Ovid provides a full range of database services to primarily medical and scientific markets. It offers the Ovid search software and bundles the technology with full-text journals and bibliographic databases. The Ovid software has particular strength in linking between and within documents, allowing users to jump from citations to full text, for example. The company offers multiple platforms for its 90 databases, pay-per-use or subscription access to a dial-up service that is also available on the Web, licensed tapes with or without software, CD-ROMs, support for networks and client/server structures, etc. Its market includes over 30,000 licensed users from over 5,000 institutions around the world, including private and public universities, library consortia, pharmaceutical firms, and government agencies.

Wolters Kluwer (http://www.wolters-kluwer.com), a multinational publishing company with some 15,000 employees active in 26 countries, plans to apply Ovid's technology to the electronic publication of over 900 journals from its medical/scientific publishing companies, making them fully searchable and navigable and linking them to both bibliographic databases and to journals of other publishers already in the Ovid system. Besides medical and scientific publishing such as Adis International's pharmaceutical publications, Wolters Kluwer USA also operates legal and tax publishing (CCH is one subsidiary), business publishing, and educational/professional training publications.

Wolters Kluwer paid $24.59 per share for public shares in Ovid Technologies, a publicly traded company on NASDAQ (OVID).

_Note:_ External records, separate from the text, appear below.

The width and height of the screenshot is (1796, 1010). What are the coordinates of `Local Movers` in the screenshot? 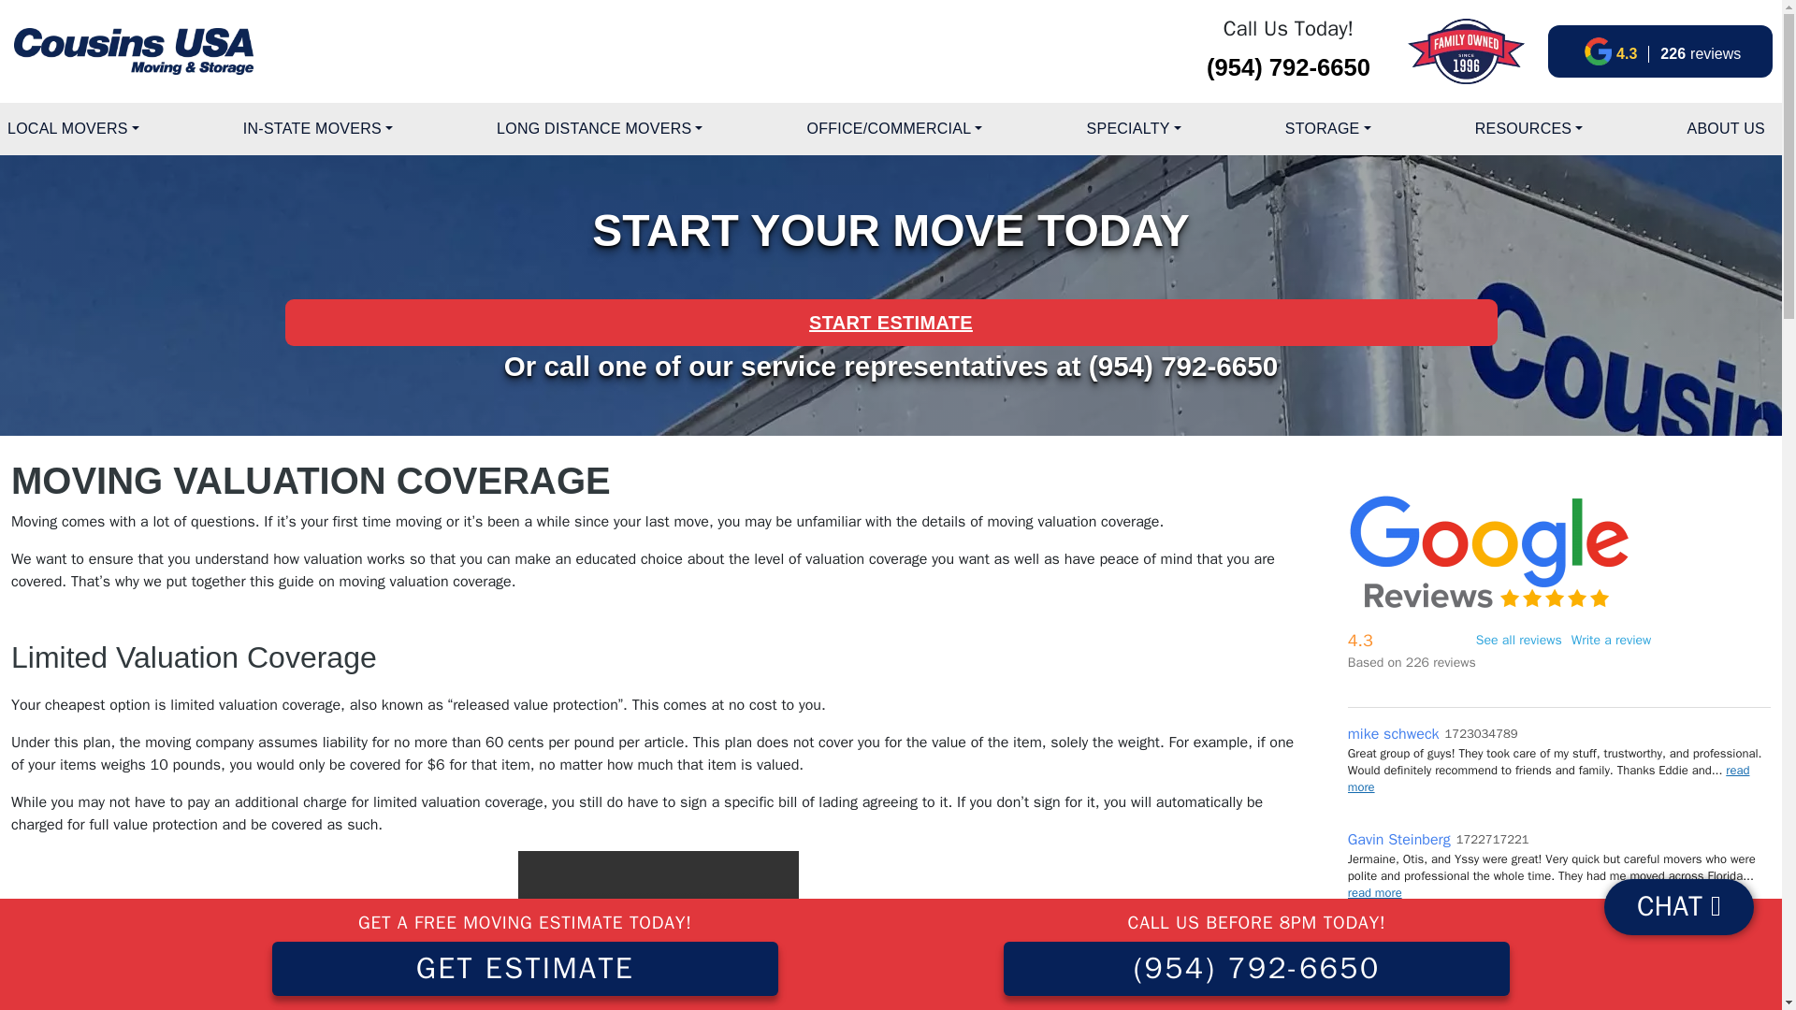 It's located at (73, 128).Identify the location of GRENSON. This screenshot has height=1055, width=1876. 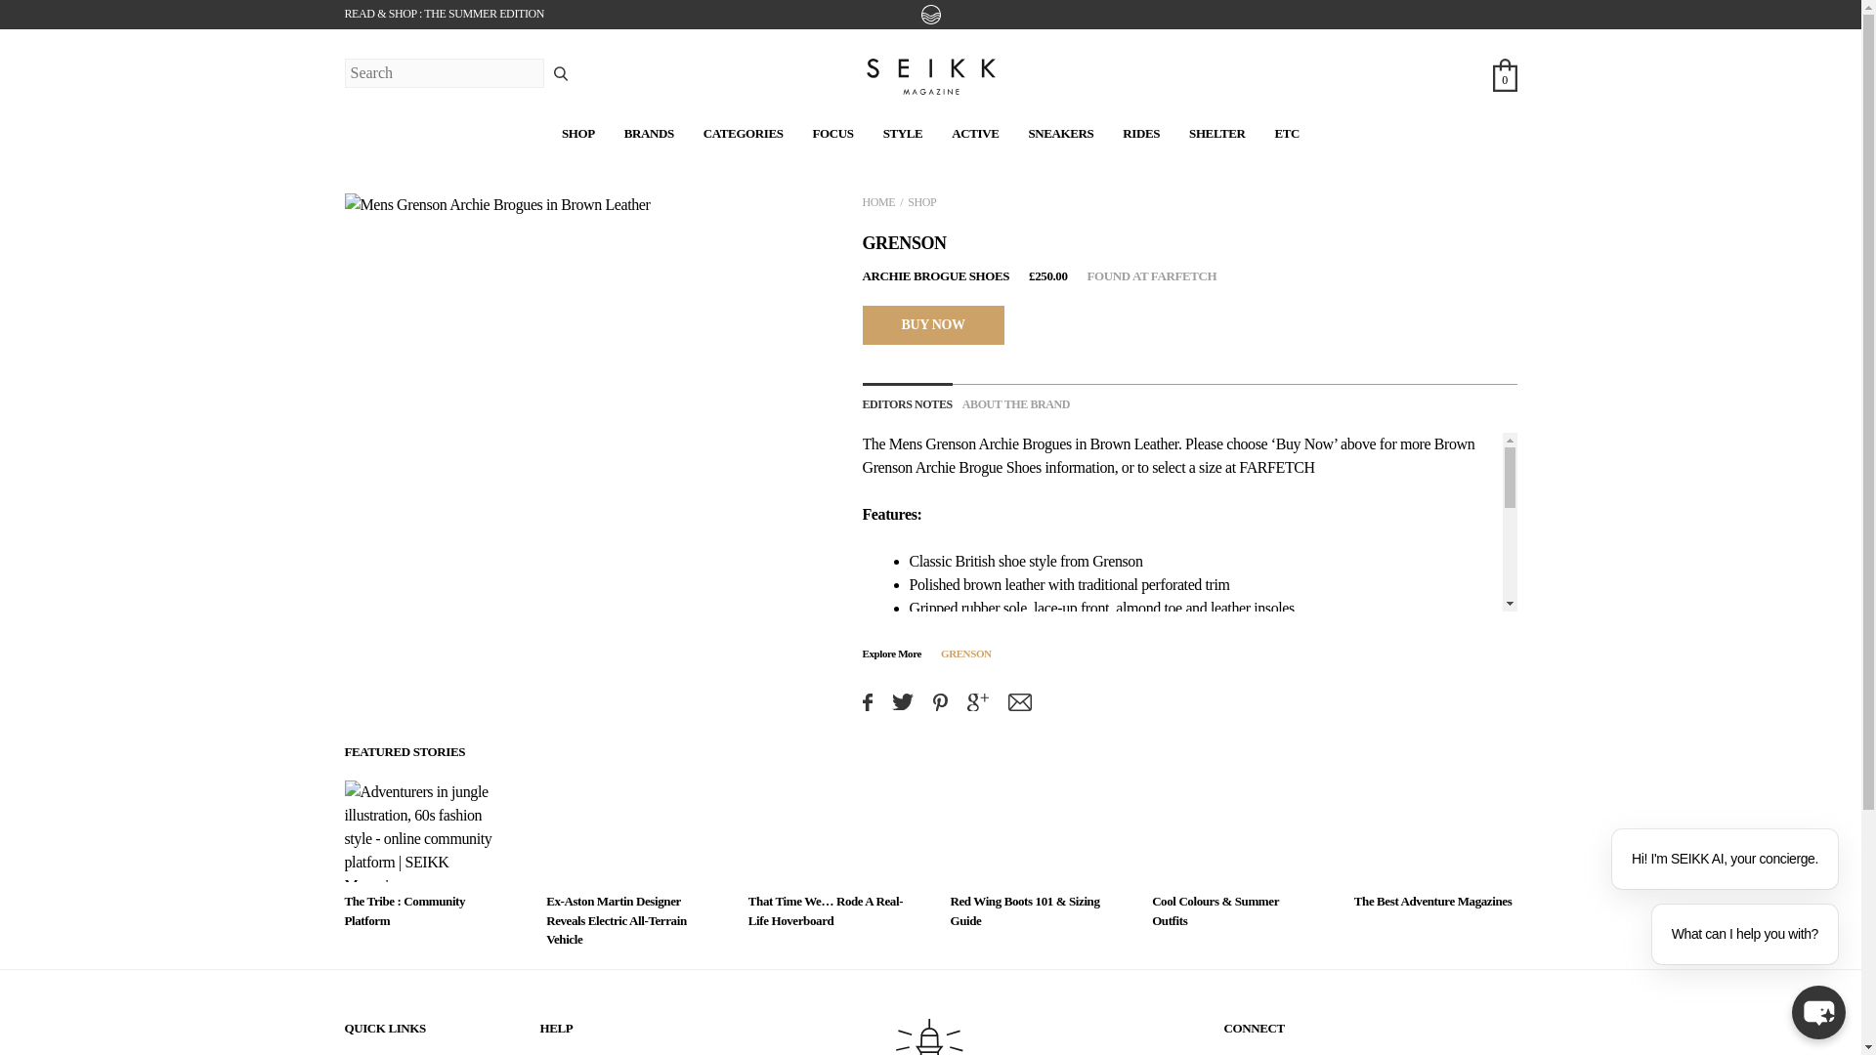
(903, 242).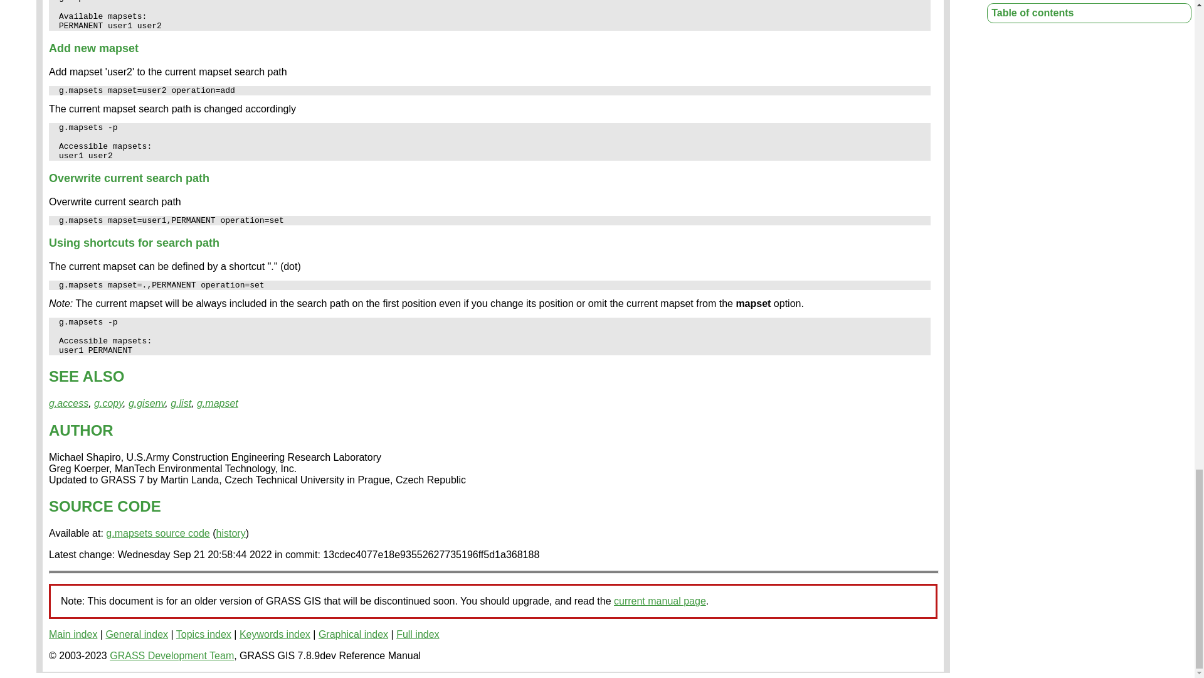 The image size is (1204, 678). What do you see at coordinates (129, 178) in the screenshot?
I see `Overwrite current search path` at bounding box center [129, 178].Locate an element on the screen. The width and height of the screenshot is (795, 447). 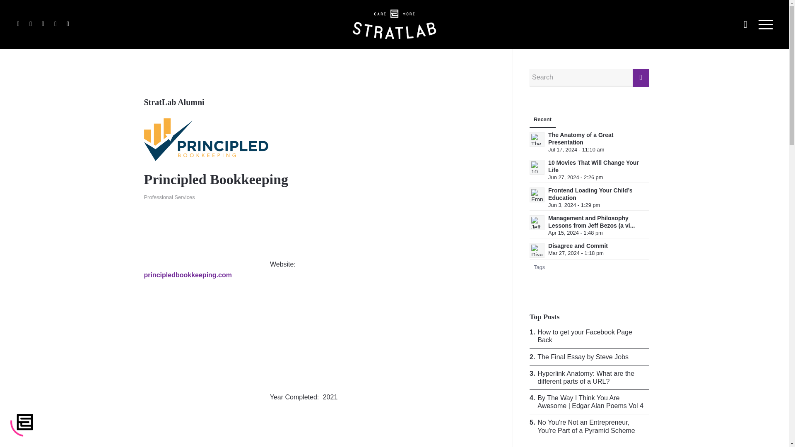
Read: The Anatomy of a Great Presentation is located at coordinates (580, 138).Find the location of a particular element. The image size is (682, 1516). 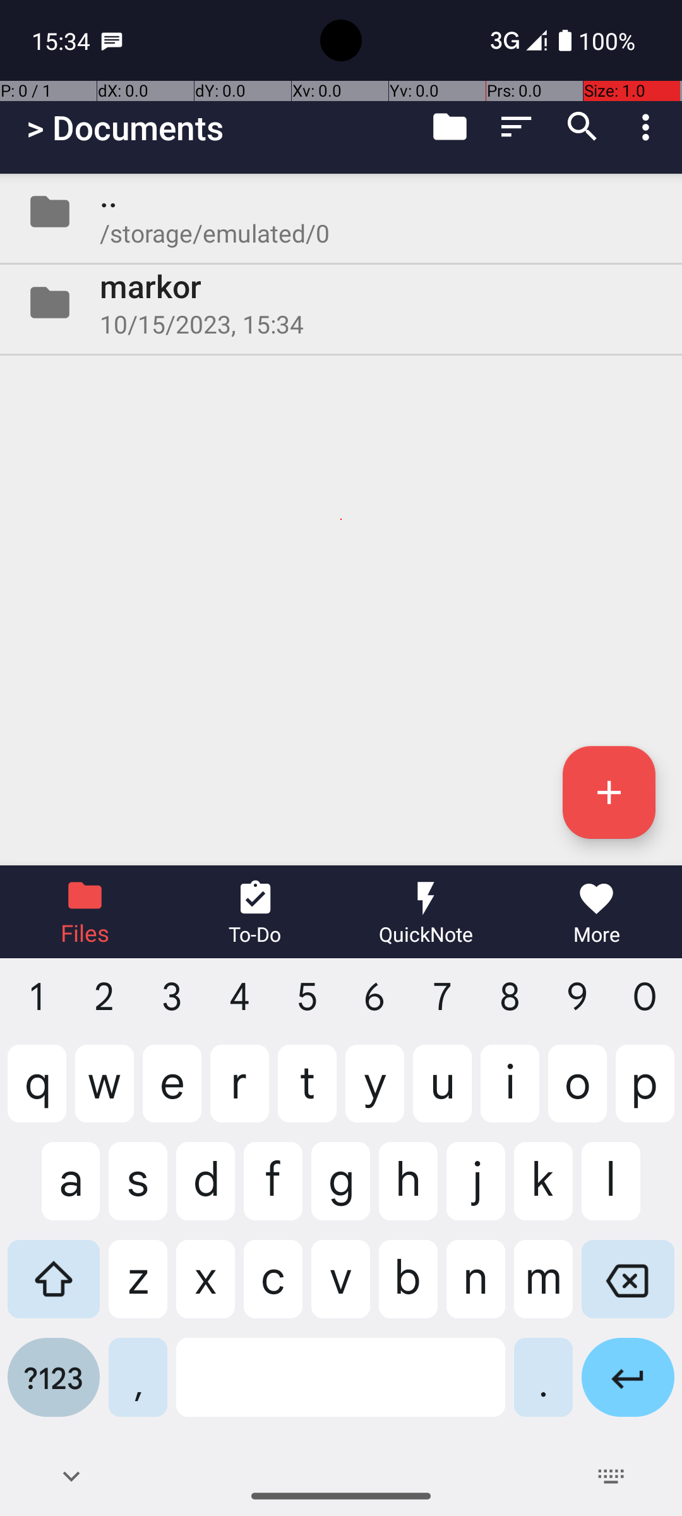

Folder .. /storage/emulated/0/Documents is located at coordinates (341, 212).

The total acquisition price was approximately $200 million in cash. Ovid's annual sales in 1997, reported pro forma, amounted to $37.4 million with sales reported for the first half of 1998 at $21.8 million. The company has almost 200 full-time employees with offices in Salt Lake City; London, England; and Sydney, Australia. The main office is in New York City.

Mark Nelson, president, founder, and chief executive officer of Ovid, and several other major shareholders currently own some 5.1 million shares of Ovid or 63 percent of the outstanding shares on a fully diluted basis. Nelson personally owns around 50 percent of the company he founded in 1988 as Online Research Systems. The company's name was later changed to CD Plus, and then finally to Ovid, after its Ovid software. In 1994, Ovid acquired BRS Online. At this point, Ovid has completely "Webbed" its offerings. In fact Web access represents "the fastest growing part of the business," according to Nelson.

Nelson told us that he considers the acquisition "strategically, a great fit. In our marketplace of academic and STM content, Wolters Kluwer makes a nice match. It will give us lots of leverage we never had before to do what we want done." Nelson commented that Wolters Kluwer runs its subsidiary companies very autonomously. In fact, Wolters Kluwer USA has only six people at the top. They expect companies to run themselves without a lot of politics, according to Nelson, who still considers Ovid his "baby."

Nelson sees the value Ovid offers Wolters Kluwer as lying in two areas: Ovid's ability to continue to compete in its core markets, and its push into the area of clinical information products. "We know what users want," he said. "We're close to the user side of the supply chain."

Wolters Kluwer does not just look upon Ovid as a distribution channel, according to Nelson. "We bring more value added than distribution. We've told them that we're very close to the user. We know what they do. We know what they need. This knowledge should be valuable to a publisher of information. We're more likely to collaborate with them and other publishers of print and electronic journals. Our perspective is to let users' needs drive development and the value added."

Nelson clearly wanted Ovid's new ownership to open up opportunities to reach new content, without threatening or shutting down any current relationships with other publishers. He plans on maintaining a policy for "keeping a level playing field on what we offer." Users' needs and wants should define what Ovid offers.

Nelson told us that Wolters Kluwer is "committed to keeping current management in place. They see us as a great company." He expects no downsizing. "If anything, we may be upsizing," he said.


Barbara Quint was senior editor of Online Searcher, co-editor of The Information Advisor’s Guide to Internet Research, and a columnist for Information Today.